Columnist Dean Juipe: Sponsors reconsider wrestling
Wednesday, Dec. 15, 1999 | 10:04 a.m.
Dean Juipe's column appears Monday, Tuesday, Wednesday and Friday. His boxing notebook appears Thursday. Reach him at juipe@vegas.com or 259-4084.
The resident authority on professional wrestling in the building says he hasn't kept up with the "sport" in recent weeks and probably won't for a little while longer.
Is his disinterest a protest of sorts, perhaps as a show of support to mainstream advertisers such as Coca Cola, AT&T, Wendy's, the U.S. Army and the U.S. Air Force that have withdrawn as corporate sponsors because of wrestling's increasingly risque and vulgar nature?
Well, not really. "It's because The Undertaker is hurt," he said, leaving the matter of social reform to others.
As we have all come to realize, for better or worse pro wrestling has become big, big business. Once a niche industry, today it saturates the cable networks and is a staple of its programming.
Its ratings are routinely impressive and TNT's three-hour Monday Night Nitro reaches the largest audience in the cable universe.
In addition, pro wrestling is available on pay-per-view on what seems to be a weekly basis.
This past Sunday's pay-per-view offering -- entitled "Armageddon" -- not only had its usual crowd lending its rapt attention, it had an abnormal number of advertising executives tuning in. They wanted to see just how far the sanctioning World Wrestling Federation would go in terms of distasteful material.
Confronted with big-ticket sponsors like Coke and Wendy's bailing out in spite of the sport's fabulous market-penetration percentages, the WWF bulled its back and proclaimed it would not tone down its content. Considering the money involved, the WWF was extremely defiant.
Sunday's primary spectacle was a free-for-all involving four women wrestlers in evening gowns in which the expressed goal was to avoid being stripped. It was a match that had less to do with wrestling than it did voyeurism.
While the WWF has implied that anything goes, it still drew a line and didn't show "everything" as the women worked their way down to the bare necessities.
Parents who care about such things were grateful.
If you watch any pro wrestling at all, you already know sexual titillation has maneuvered its way to the forefront of the TV shows. The women wrestlers are busty and blooming, and there have been times women in the live audience have been surprisingly provocative as well.
Also, both male and female wrestlers speak more freely than ever and swear words are not automatically bleeped or deleted. Plus, many of the men are big on sexually suggestive gestures and not so subtly work them into their skits.
This package of innuendo and glitz is a hot commodity, particularly within the pre-teen and young-adult markets. As a result, corporate sponsors are anxious to become affiliated with wrestling because of its attractive demographics.
Yet -- as proven by the sponsorship withdrawals from AT&T, the armed forces and others -- there's an increasing reluctance to stay aboard a wrestling bandwagon that many see careening into areas that are considered offensive.
Thus, a fine line exists between what is and what isn't acceptable, and pro wrestling is pushing the limits of public decency.
It has put many parents in a figurative toehold, torn between the sport's innocent fun and its increasingly vile permissiveness.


- _ACTIVITY_: Take the line holding "decompose this screenshot" as the first line of the answer and the last line of the listing as its end; retype everything between exactly.
Segment Open
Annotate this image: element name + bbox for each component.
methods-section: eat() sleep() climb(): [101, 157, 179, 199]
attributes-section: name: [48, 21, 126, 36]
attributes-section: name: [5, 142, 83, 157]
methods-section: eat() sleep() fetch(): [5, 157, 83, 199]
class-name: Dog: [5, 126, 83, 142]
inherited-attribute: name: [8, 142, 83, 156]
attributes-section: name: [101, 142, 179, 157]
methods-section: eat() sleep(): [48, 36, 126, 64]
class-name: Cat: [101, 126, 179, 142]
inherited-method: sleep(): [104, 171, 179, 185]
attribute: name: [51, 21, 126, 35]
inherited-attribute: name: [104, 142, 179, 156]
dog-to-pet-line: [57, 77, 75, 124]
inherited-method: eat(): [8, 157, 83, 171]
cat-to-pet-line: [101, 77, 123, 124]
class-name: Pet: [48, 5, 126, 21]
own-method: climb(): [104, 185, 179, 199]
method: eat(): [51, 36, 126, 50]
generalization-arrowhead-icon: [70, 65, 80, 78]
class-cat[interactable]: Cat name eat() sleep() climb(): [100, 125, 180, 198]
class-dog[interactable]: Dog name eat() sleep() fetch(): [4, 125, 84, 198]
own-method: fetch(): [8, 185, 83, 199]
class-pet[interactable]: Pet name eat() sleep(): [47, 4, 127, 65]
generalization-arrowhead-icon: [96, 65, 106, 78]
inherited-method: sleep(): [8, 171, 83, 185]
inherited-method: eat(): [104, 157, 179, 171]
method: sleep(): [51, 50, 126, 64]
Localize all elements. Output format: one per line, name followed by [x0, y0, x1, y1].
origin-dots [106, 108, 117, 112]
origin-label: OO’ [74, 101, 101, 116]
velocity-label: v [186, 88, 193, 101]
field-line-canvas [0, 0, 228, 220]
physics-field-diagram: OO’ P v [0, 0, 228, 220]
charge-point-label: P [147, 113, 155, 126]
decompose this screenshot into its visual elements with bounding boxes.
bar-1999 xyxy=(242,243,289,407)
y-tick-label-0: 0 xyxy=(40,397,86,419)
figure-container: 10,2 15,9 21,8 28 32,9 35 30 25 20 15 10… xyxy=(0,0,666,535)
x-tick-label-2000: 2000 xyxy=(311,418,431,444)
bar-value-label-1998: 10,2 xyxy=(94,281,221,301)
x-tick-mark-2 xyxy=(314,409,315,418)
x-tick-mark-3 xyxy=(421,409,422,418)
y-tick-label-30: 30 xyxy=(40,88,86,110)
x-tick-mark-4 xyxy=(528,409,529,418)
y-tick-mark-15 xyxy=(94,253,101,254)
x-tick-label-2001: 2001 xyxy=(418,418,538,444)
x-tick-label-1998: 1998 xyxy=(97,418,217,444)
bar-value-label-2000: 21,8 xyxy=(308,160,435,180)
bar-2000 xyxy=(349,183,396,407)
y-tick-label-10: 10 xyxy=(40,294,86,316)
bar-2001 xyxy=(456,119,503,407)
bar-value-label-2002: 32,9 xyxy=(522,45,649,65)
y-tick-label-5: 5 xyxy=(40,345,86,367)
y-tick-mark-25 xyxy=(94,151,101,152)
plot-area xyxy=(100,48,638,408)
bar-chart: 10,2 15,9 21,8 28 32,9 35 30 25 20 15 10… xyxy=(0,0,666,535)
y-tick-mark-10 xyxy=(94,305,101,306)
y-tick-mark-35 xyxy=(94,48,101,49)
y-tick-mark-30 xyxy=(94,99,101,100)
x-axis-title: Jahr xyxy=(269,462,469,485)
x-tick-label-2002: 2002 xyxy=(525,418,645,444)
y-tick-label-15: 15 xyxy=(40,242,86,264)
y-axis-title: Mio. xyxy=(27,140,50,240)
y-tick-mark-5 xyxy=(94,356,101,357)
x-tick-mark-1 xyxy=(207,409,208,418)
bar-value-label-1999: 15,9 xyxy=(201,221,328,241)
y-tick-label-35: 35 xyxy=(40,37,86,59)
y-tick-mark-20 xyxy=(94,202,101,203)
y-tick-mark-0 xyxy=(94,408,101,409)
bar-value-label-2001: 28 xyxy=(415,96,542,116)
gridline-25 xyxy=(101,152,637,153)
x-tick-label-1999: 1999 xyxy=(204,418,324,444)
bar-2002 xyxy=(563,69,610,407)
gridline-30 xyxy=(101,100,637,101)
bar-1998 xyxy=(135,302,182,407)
Segment Closed
- _OUTPUT FOR THIS TASK_:
decompose this screenshot into its visual elements with bounding boxes.
bar-1999 xyxy=(242,243,289,407)
y-tick-label-0: 0 xyxy=(40,397,86,419)
figure-container: 10,2 15,9 21,8 28 32,9 35 30 25 20 15 10… xyxy=(0,0,666,535)
x-tick-label-2000: 2000 xyxy=(311,418,431,444)
bar-value-label-1998: 10,2 xyxy=(94,281,221,301)
x-tick-mark-2 xyxy=(314,409,315,418)
x-tick-mark-3 xyxy=(421,409,422,418)
y-tick-label-30: 30 xyxy=(40,88,86,110)
x-tick-mark-4 xyxy=(528,409,529,418)
y-tick-mark-15 xyxy=(94,253,101,254)
x-tick-label-2001: 2001 xyxy=(418,418,538,444)
x-tick-label-1998: 1998 xyxy=(97,418,217,444)
bar-value-label-2000: 21,8 xyxy=(308,160,435,180)
bar-2000 xyxy=(349,183,396,407)
y-tick-label-10: 10 xyxy=(40,294,86,316)
bar-2001 xyxy=(456,119,503,407)
bar-value-label-2002: 32,9 xyxy=(522,45,649,65)
y-tick-label-5: 5 xyxy=(40,345,86,367)
y-tick-mark-25 xyxy=(94,151,101,152)
plot-area xyxy=(100,48,638,408)
bar-chart: 10,2 15,9 21,8 28 32,9 35 30 25 20 15 10… xyxy=(0,0,666,535)
y-tick-mark-10 xyxy=(94,305,101,306)
y-tick-mark-35 xyxy=(94,48,101,49)
y-tick-mark-30 xyxy=(94,99,101,100)
x-axis-title: Jahr xyxy=(269,462,469,485)
x-tick-label-2002: 2002 xyxy=(525,418,645,444)
y-tick-label-15: 15 xyxy=(40,242,86,264)
y-axis-title: Mio. xyxy=(27,140,50,240)
y-tick-mark-5 xyxy=(94,356,101,357)
x-tick-mark-1 xyxy=(207,409,208,418)
bar-value-label-1999: 15,9 xyxy=(201,221,328,241)
y-tick-label-35: 35 xyxy=(40,37,86,59)
y-tick-mark-20 xyxy=(94,202,101,203)
y-tick-mark-0 xyxy=(94,408,101,409)
bar-value-label-2001: 28 xyxy=(415,96,542,116)
gridline-25 xyxy=(101,152,637,153)
x-tick-label-1999: 1999 xyxy=(204,418,324,444)
bar-2002 xyxy=(563,69,610,407)
gridline-30 xyxy=(101,100,637,101)
bar-1998 xyxy=(135,302,182,407)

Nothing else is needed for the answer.